At the show, Tara (the wolf girl) is already getting harassed by said asshole crew, and when her part in the show finally comes, they throw dog poop at her. After this mess, Harley (Tim Curry as, surprisingly, not a villain) begins worrying about how badly Tara has been treated, but only offers words of support rather than doing something to stop it. And the asshole crew gloats about their attack while walking back home through the forest.


Japanese for wolf girl?2009/4/30 23:56 I'm trying to find a good name for wolf girl, or wolf child in Japanese. Or female demon. Anything that sounds cool. Any help is much appreciated. ^_^by Ookami (guest)


The Wolf Girl is a story about a girl who has been seen hunting alongside a pack of wolves. The story appears in Scary Stories 3: More Tales to Chill your Bones. A retelling of "The Lobo Girl of Devil's River," reported by L.D. Bertillion in 1937, told to the author by a retired laborer named Juan de la Cruz Machuca.


Travel northwest into the desert from Del Rio, Texas, and eventually you will come to Devil's River. In the 1830's, a trapper named John Dent and his wife, Molly settled where Dry Creek runs into Devil's River. Dent was after beaver, which were plentiful there. He and Molly built a cabin from brush, and near it, they put up an arbor to give them shade. Molly Dent became pregnant. When she was ready to have their child, John Dent raced on horseback to their nearest neighbors several miles away. "My wife is having a baby," he said to the man and his wife. "Can you help us?" They agreed to come at once.


As they got ready to leave, a violent storm came up, and a bolt of lightning struck and killed John Dent. The man and his wife managed to find his cabin, but did not arrived until the next day. By then, Molly Dent was dead too. It looked as if she had given birth before she died. But the neighbors could not find the baby. Since there were wolf tracks all around, they decided the wolves have eaten it. They buried Molly Dent and left.
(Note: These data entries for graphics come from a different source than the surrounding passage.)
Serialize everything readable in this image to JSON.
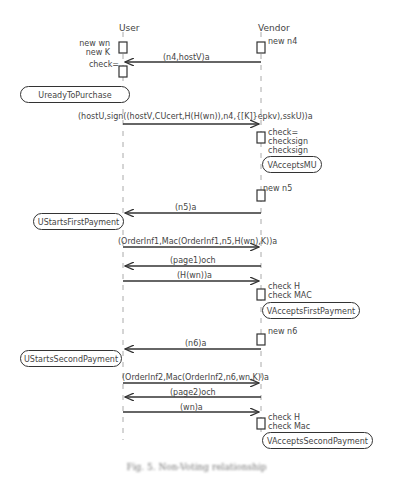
{
  "diagram": {
    "type": "sequence",
    "participants": [
      {
        "name": "User",
        "x": 123
      },
      {
        "name": "Vendor",
        "x": 261
      }
    ],
    "participant_labels": {
      "user": "User",
      "vendor": "Vendor"
    },
    "actions": {
      "user_init_1": "new wn",
      "user_init_2": "new K",
      "vendor_init": "new n4",
      "user_check": "check=",
      "vendor_checks_1": "check=",
      "vendor_checks_2": "checksign",
      "vendor_checks_3": "checksign",
      "vendor_new_n5": "new n5",
      "vendor_checks_first_1": "check H",
      "vendor_checks_first_2": "check MAC",
      "vendor_new_n6": "new n6",
      "vendor_checks_second_1": "check H",
      "vendor_checks_second_2": "check Mac"
    },
    "messages": [
      {
        "label": "(n4,hostV)a",
        "from": "Vendor",
        "to": "User"
      },
      {
        "label": "(hostU,sign((hostV,CUcert,H(H(wn)),n4,{[K]}epkv),sskU))a",
        "from": "User",
        "to": "Vendor"
      },
      {
        "label": "(n5)a",
        "from": "Vendor",
        "to": "User"
      },
      {
        "label": "(OrderInf1,Mac(OrderInf1,n5,H(wn),K))a",
        "from": "User",
        "to": "Vendor"
      },
      {
        "label": "(page1)och",
        "from": "Vendor",
        "to": "User"
      },
      {
        "label": "(H(wn))a",
        "from": "User",
        "to": "Vendor"
      },
      {
        "label": "(n6)a",
        "from": "Vendor",
        "to": "User"
      },
      {
        "label": "(OrderInf2,Mac(OrderInf2,n6,wn,K))a",
        "from": "User",
        "to": "Vendor"
      },
      {
        "label": "(page2)och",
        "from": "Vendor",
        "to": "User"
      },
      {
        "label": "(wn)a",
        "from": "User",
        "to": "Vendor"
      }
    ],
    "states": {
      "user_ready": "UreadyToPurchase",
      "vendor_accepts_mu": "VAcceptsMU",
      "user_starts_first": "UStartsFirstPayment",
      "vendor_accepts_first": "VAcceptsFirstPayment",
      "user_starts_second": "UStartsSecondPayment",
      "vendor_accepts_second": "VAcceptsSecondPayment"
    },
    "colors": {
      "line": "#333333",
      "lifeline": "#999999",
      "text": "#444444"
    }
  },
  "caption": "Fig. 5. Non-Voting relationship"
}
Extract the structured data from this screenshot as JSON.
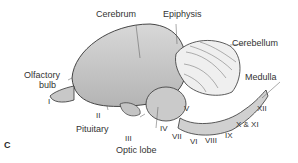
{
  "figure": {
    "panel_label": "C",
    "labels": {
      "cerebrum": "Cerebrum",
      "epiphysis": "Epiphysis",
      "cerebellum": "Cerebellum",
      "olfactory_bulb_line1": "Olfactory",
      "olfactory_bulb_line2": "bulb",
      "medulla": "Medulla",
      "pituitary": "Pituitary",
      "optic_lobe": "Optic lobe"
    },
    "cranial_nerves": {
      "I": "I",
      "II": "II",
      "III": "III",
      "IV": "IV",
      "V": "V",
      "VI": "VI",
      "VII": "VII",
      "VIII": "VIII",
      "IX": "IX",
      "X_XI": "X & XI",
      "XII": "XII"
    }
  }
}
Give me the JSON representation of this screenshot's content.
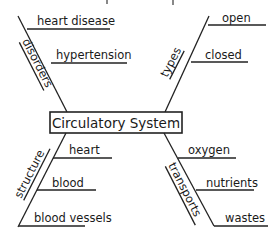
{
  "diagram": {
    "type": "spider-map",
    "center": {
      "label": "Circulatory System"
    },
    "branches": [
      {
        "category": "disorders",
        "position": "top-left",
        "details": [
          "heart disease",
          "hypertension"
        ]
      },
      {
        "category": "types",
        "position": "top-right",
        "details": [
          "open",
          "closed"
        ]
      },
      {
        "category": "structure",
        "position": "bottom-left",
        "details": [
          "heart",
          "blood",
          "blood vessels"
        ]
      },
      {
        "category": "transports",
        "position": "bottom-right",
        "details": [
          "oxygen",
          "nutrients",
          "wastes"
        ]
      }
    ],
    "colors": {
      "line": "#222222",
      "text": "#1a1a1a",
      "background": "#ffffff"
    }
  }
}
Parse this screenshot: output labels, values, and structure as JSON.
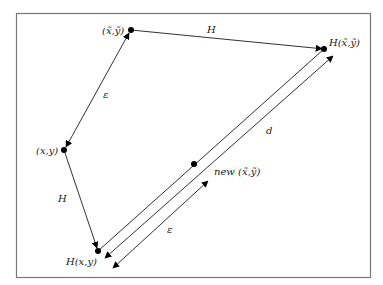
{
  "diagram": {
    "frame": {
      "x": 16,
      "y": 13,
      "width": 354,
      "height": 264,
      "stroke": "#777777"
    },
    "colors": {
      "line": "#1a1a1a",
      "point": "#000000"
    },
    "points": {
      "xt_yt": {
        "x": 131,
        "y": 30,
        "label": "(x̃,ỹ)"
      },
      "H_xt_yt": {
        "x": 324,
        "y": 49,
        "label": "H(x̃,ỹ)"
      },
      "x_y": {
        "x": 64,
        "y": 150,
        "label": "(x,y)"
      },
      "H_x_y": {
        "x": 98,
        "y": 251,
        "label": "H(x,y)"
      },
      "new_xt_yt": {
        "x": 194,
        "y": 164,
        "label": "new (x̃,ỹ)"
      }
    },
    "edge_labels": {
      "H_top": "H",
      "epsilon_left": "ε",
      "H_left": "H",
      "d": "d",
      "epsilon_bottom": "ε"
    }
  }
}
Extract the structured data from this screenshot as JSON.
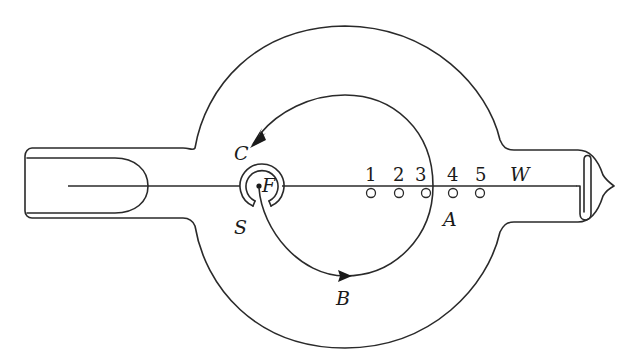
{
  "figure": {
    "type": "schematic of magnetron / electron-tube apparatus",
    "colors": {
      "ink": "#2a2a2a",
      "background": "#ffffff"
    }
  },
  "labels": {
    "C": "C",
    "F": "F",
    "S": "S",
    "A": "A",
    "B": "B",
    "W": "W"
  },
  "probes": [
    {
      "label": "1"
    },
    {
      "label": "2"
    },
    {
      "label": "3"
    },
    {
      "label": "4"
    },
    {
      "label": "5"
    }
  ],
  "components": {
    "outer_envelope": "glass bulb (large circle with side tubes)",
    "left_tube": "cylindrical side arm with inner electrode",
    "right_tube": "side arm with sealed tip and loop electrode",
    "source": "filament F inside split cylinder S/C",
    "electron_path": "circular trajectory with arrows (B below, arrow at top)",
    "axis_wire": "central horizontal wire W"
  }
}
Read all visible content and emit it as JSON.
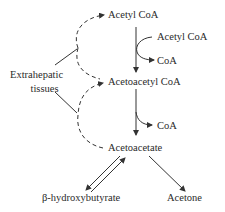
{
  "diagram": {
    "nodes": {
      "acetyl_coa": "Acetyl CoA",
      "acetyl_coa_input": "Acetyl CoA",
      "coa_release_1": "CoA",
      "acetoacetyl_coa": "Acetoacetyl CoA",
      "coa_release_2": "CoA",
      "acetoacetate": "Acetoacetate",
      "beta_hydroxybutyrate": "β-hydroxybutyrate",
      "acetone": "Acetone"
    },
    "side_label": {
      "line1": "Extrahepatic",
      "line2": "tissues"
    },
    "colors": {
      "line": "#333333",
      "text": "#2a2a2a",
      "background": "#ffffff"
    }
  }
}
A number of years after she died, people began to tell a strange tale. Some swore it was a true story, others said it never could have happened. The story begins in a small settlement a dozen miles from Molly Dent's grave. Early one morning, a pack of wolves raced in from the desert and killed some goats. Such attacks were not unusual in those days. But a boy thought he saw a naked young girl with long blonde hair, running with the wolves. A year or two later, a woman came upon some wolves eating a goat they had just killed. Eating the goat with them, she claimed, was a naked young girl with long blonde hair. When the wolves and the girl saw her, they fled. The woman said that at first, the girl ran on all fours, then she stood and ran like a human, swiftly as the wolves. People started wondering if this wolf girl was Molly Dent's daughter. Had a mother wolf carried her off the day she was born, and raised her with her pups? If so, by now she would be ten or eleven years old.